Another important consideration that can be derived from the review is that, although many African societies have vibrant philanthropic traditions based on religion, such as Islam, Christianity and traditional faiths, the modern forms of philanthropic expression as typified in structured and systematic institutionalized giving are unevenly distributed across countries, regions, and groups. The review, however, shows that new philanthropic institutions owned and established by Africans continue to emerge and grow.
There are also new trends in modes and ways of giving, particularly those driven by new technologies such as the Internet and mobile telephones. These are creating new conversations and orientations around not only philanthropic giving but also the interventions and actions of philanthropic organizations. While new modes of engagement have implications for the philanthropic environment of the region, they have also provoked governmental efforts aimed at creating new regulations and restrictions.
Simultaneously, however, nervous and insecure governments are using aspects of negative global trends such transnational terrorism, money laundering, and trafficking to impose greater controls on what they consider to be unwanted and/or unacceptable expressions of philanthropy. Thus, the space for civil society has been increasingly shrunk by governments in the period under review through hostile or ambivalent actions.

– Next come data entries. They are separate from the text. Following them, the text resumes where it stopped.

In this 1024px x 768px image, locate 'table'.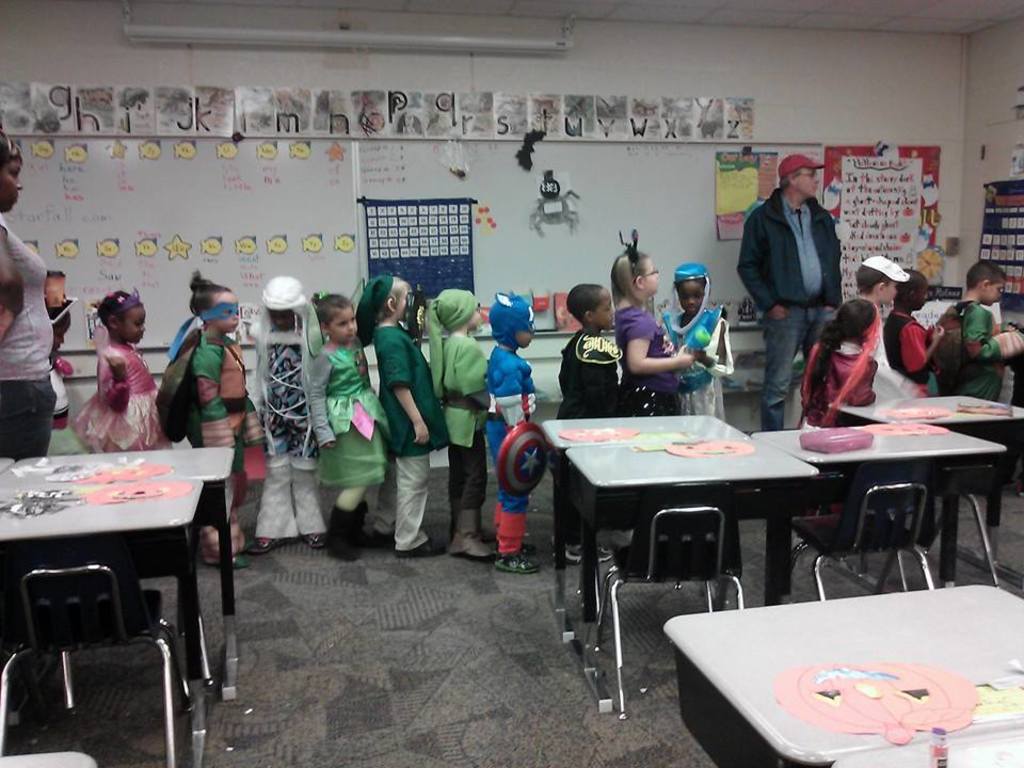
Bounding box: [563, 429, 819, 706].
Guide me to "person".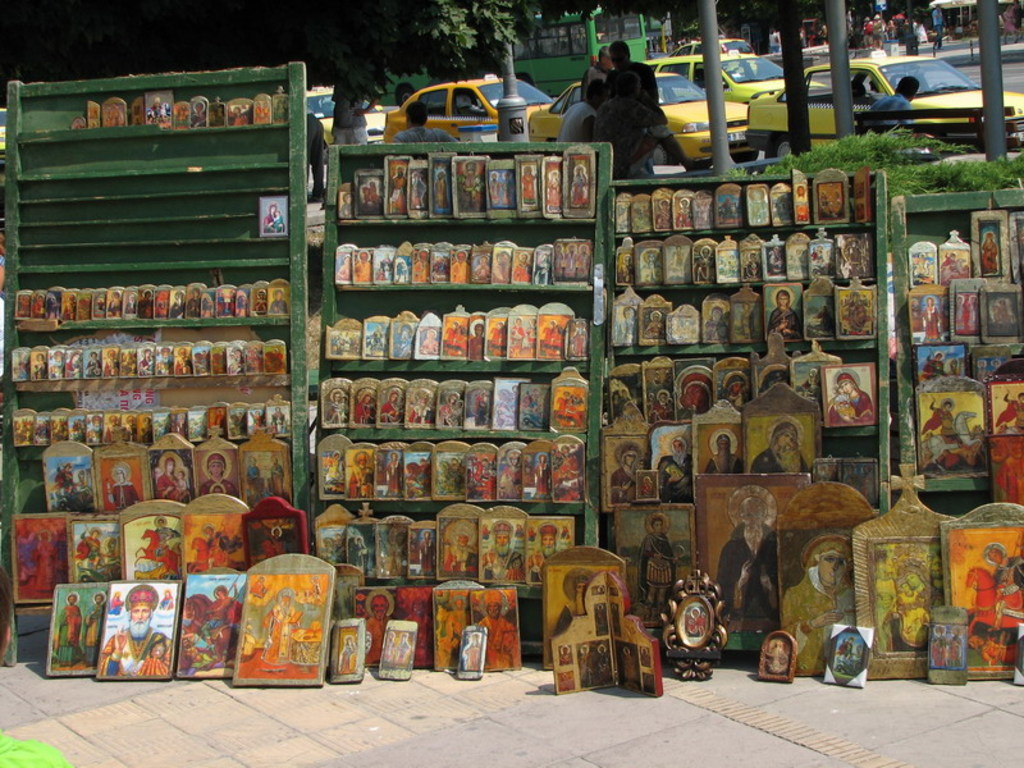
Guidance: [617, 308, 634, 344].
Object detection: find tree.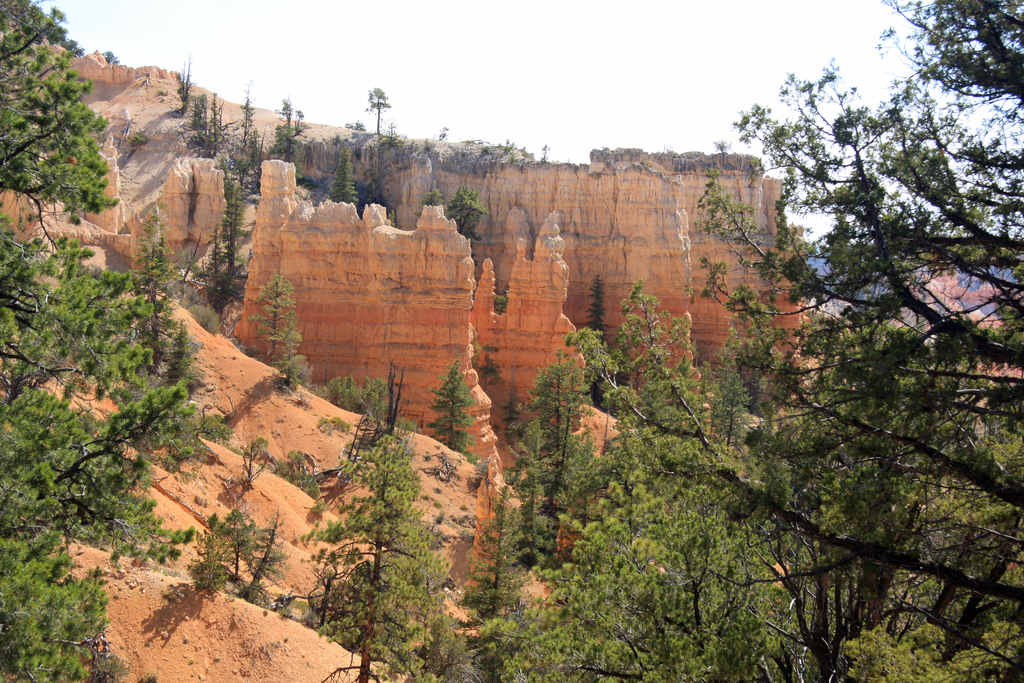
l=320, t=374, r=388, b=424.
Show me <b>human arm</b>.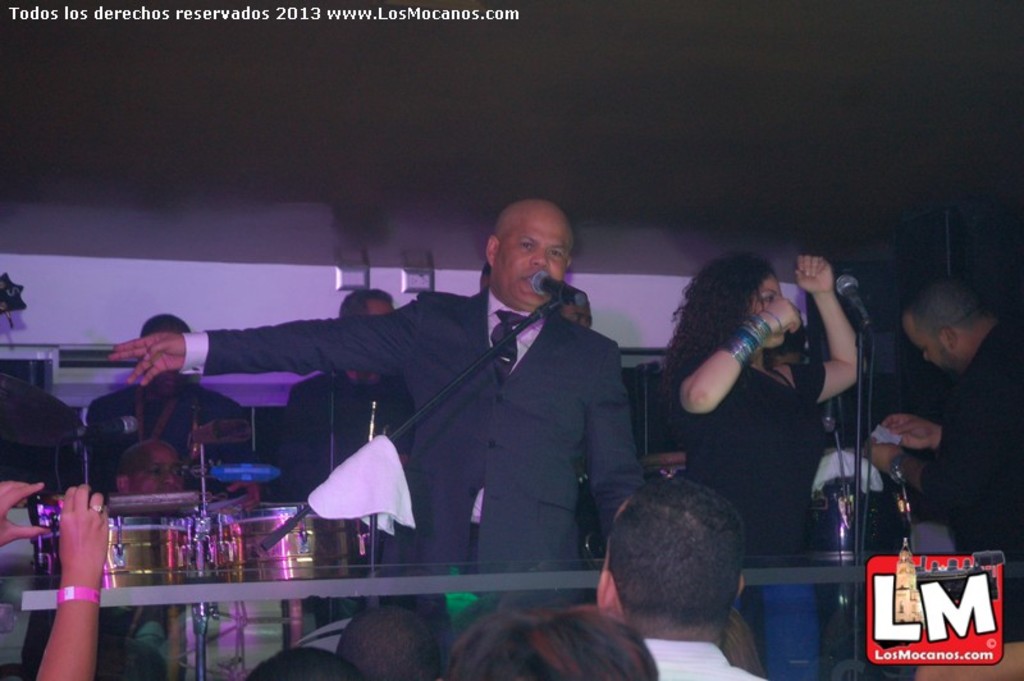
<b>human arm</b> is here: box=[852, 431, 1014, 524].
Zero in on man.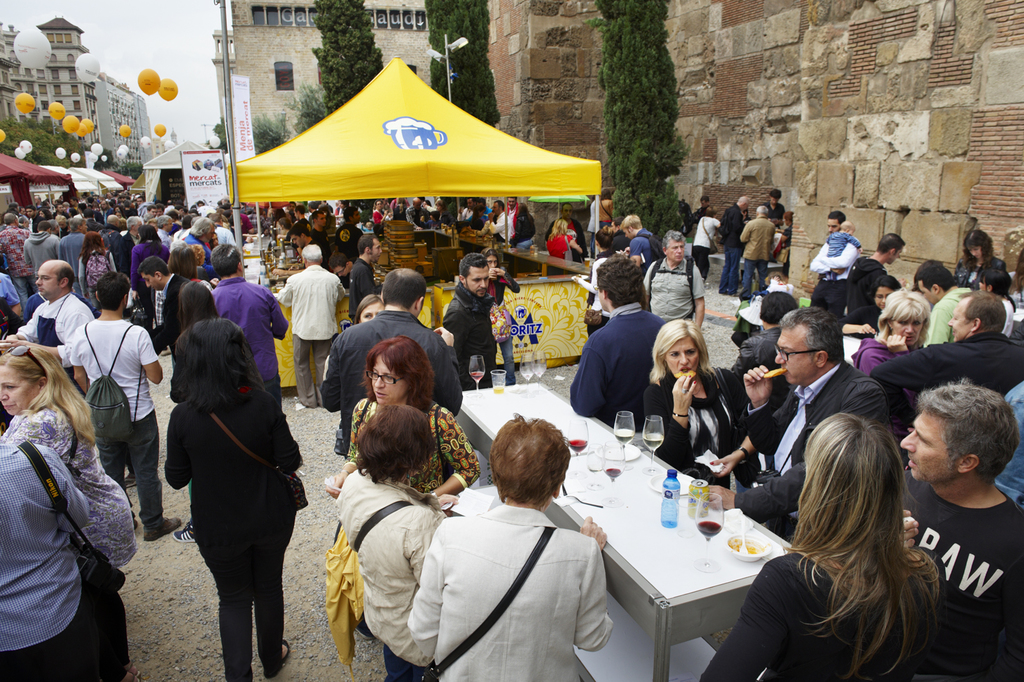
Zeroed in: crop(719, 196, 748, 295).
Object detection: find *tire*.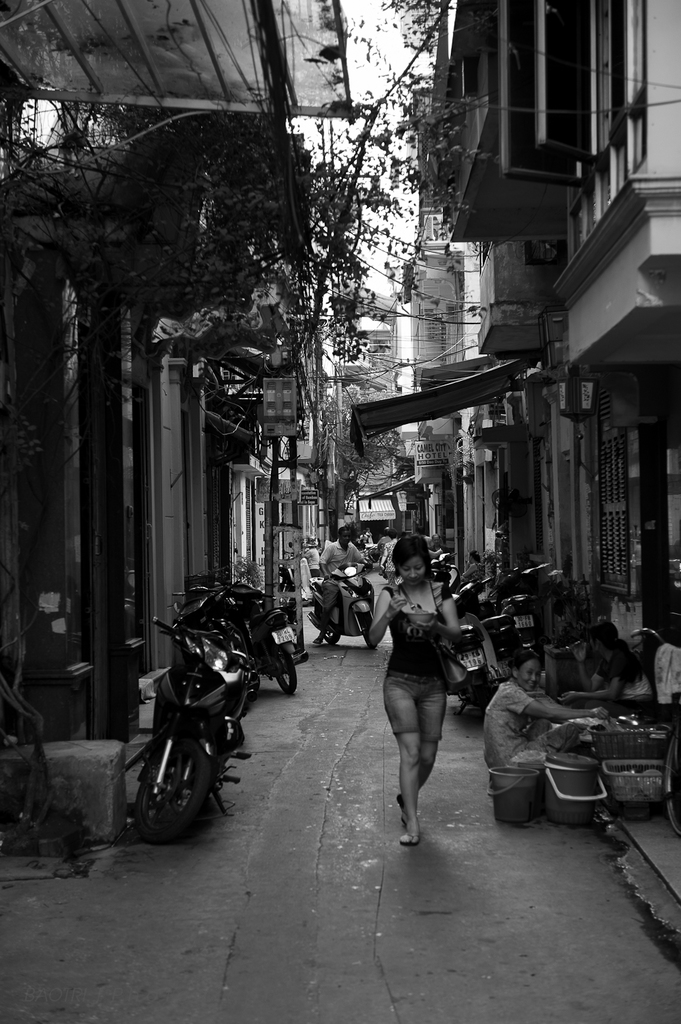
(x1=324, y1=625, x2=340, y2=643).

In spite of these trends, the period is not characterized by unmitigated pessimism for the future of the environment for philanthropy. This is because the period saw innovations in organizing and mobilization through social media and other electronic means. It saw the birth of new formal philanthropic organizations by high net worth individuals, communities, and corporations. It also saw the resilience of civil society and philanthropic organizations as their drivers and actors invent new ways of managing difficult human rights and social justice conditions and governments.
The review, in fact, pointed to the inadequacy of a monolithic understanding of the region’s philanthropic environment and the need to avoid generalizing about any particular trend across the continent. The review shows that, although a lot remains to be done to attain a more vibrant philanthropic environment, the outlook is not entirely negative or pessimistic.